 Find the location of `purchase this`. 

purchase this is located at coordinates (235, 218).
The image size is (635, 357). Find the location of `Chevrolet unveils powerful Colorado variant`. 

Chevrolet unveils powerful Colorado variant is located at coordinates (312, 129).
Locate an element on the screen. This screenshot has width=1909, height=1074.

____________

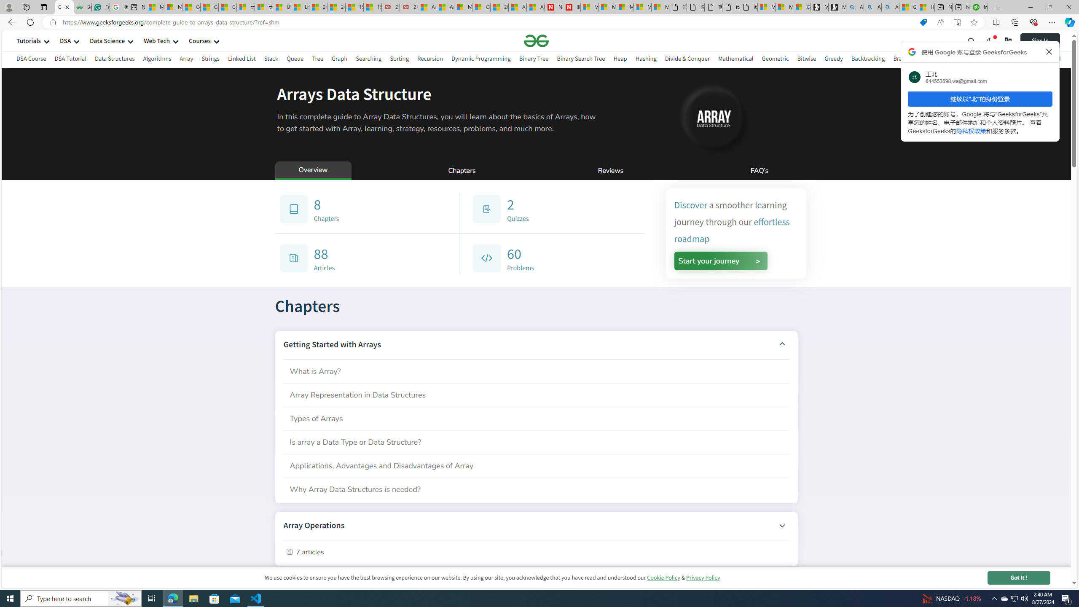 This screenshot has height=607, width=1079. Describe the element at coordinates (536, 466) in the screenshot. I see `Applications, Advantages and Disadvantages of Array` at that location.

____________

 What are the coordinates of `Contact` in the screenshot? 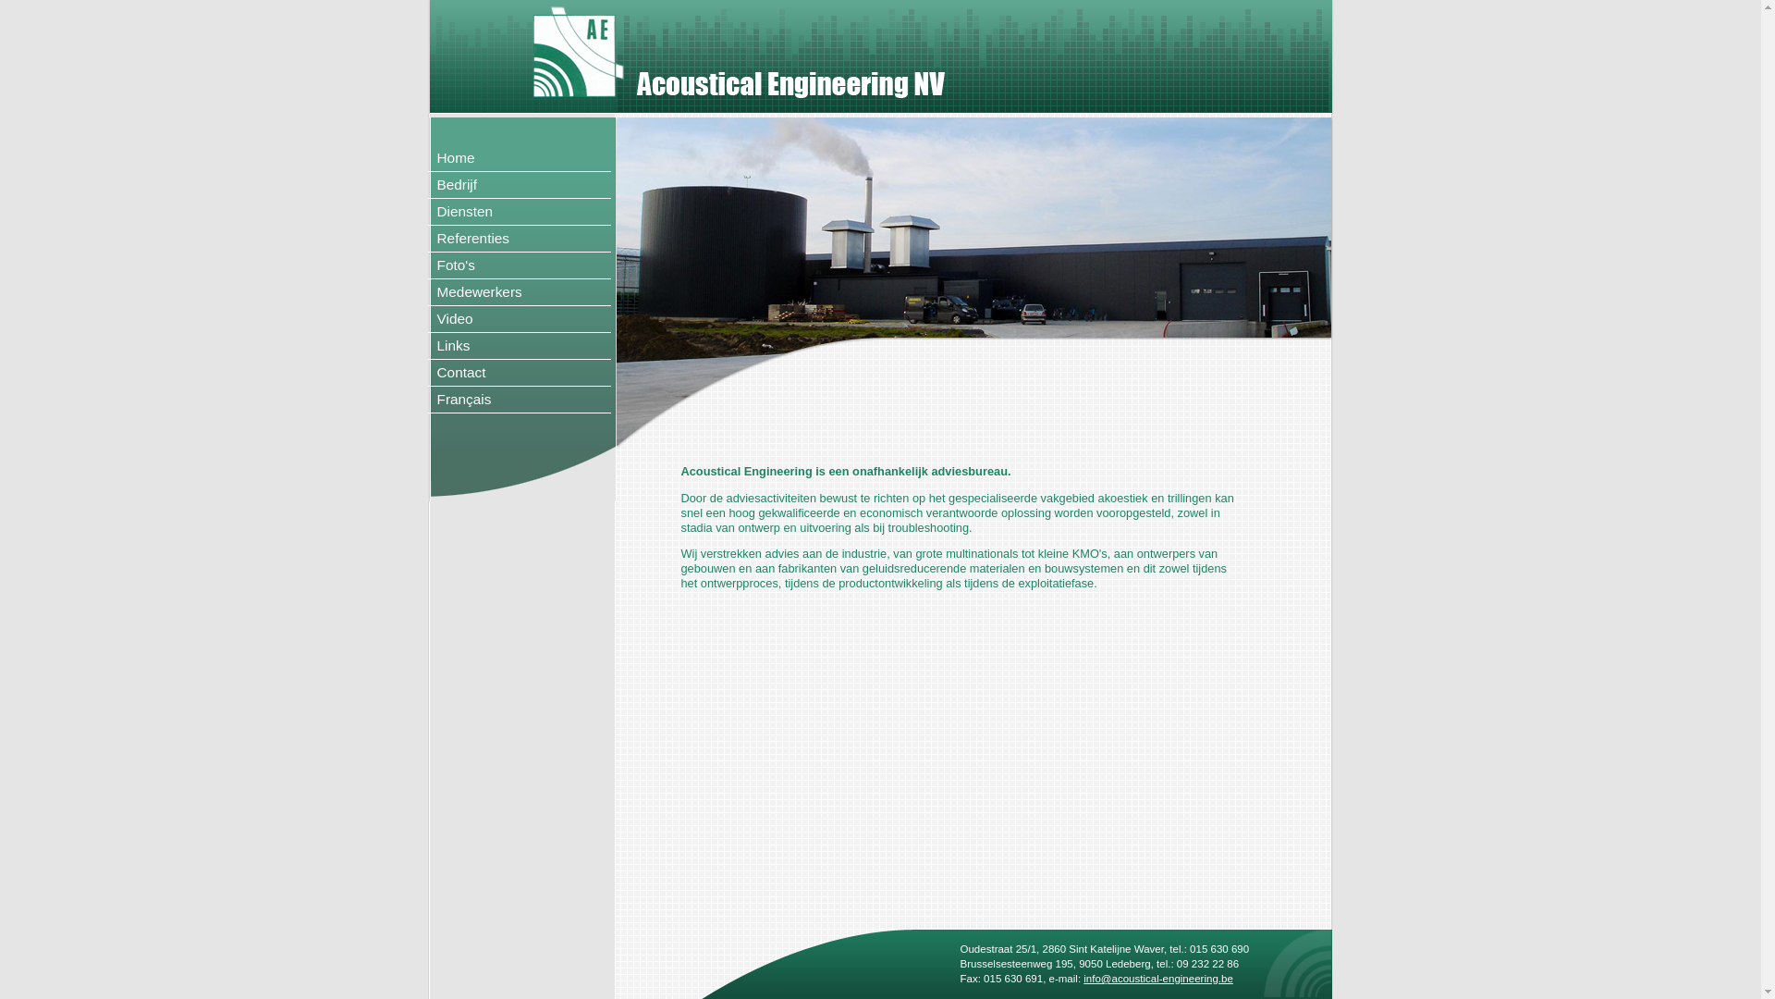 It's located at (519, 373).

____________

(WHAT THIS TASK INVOLVES) I'd like the lines above from the one with "The image size" up to and including the one with "Locate an element" copied exactly, with no other lines.

(RESULT)
The image size is (635, 357). Find the location of `Chevrolet unveils powerful Colorado variant`. 

Chevrolet unveils powerful Colorado variant is located at coordinates (312, 129).
Locate an element on the screen. This screenshot has width=1909, height=1074.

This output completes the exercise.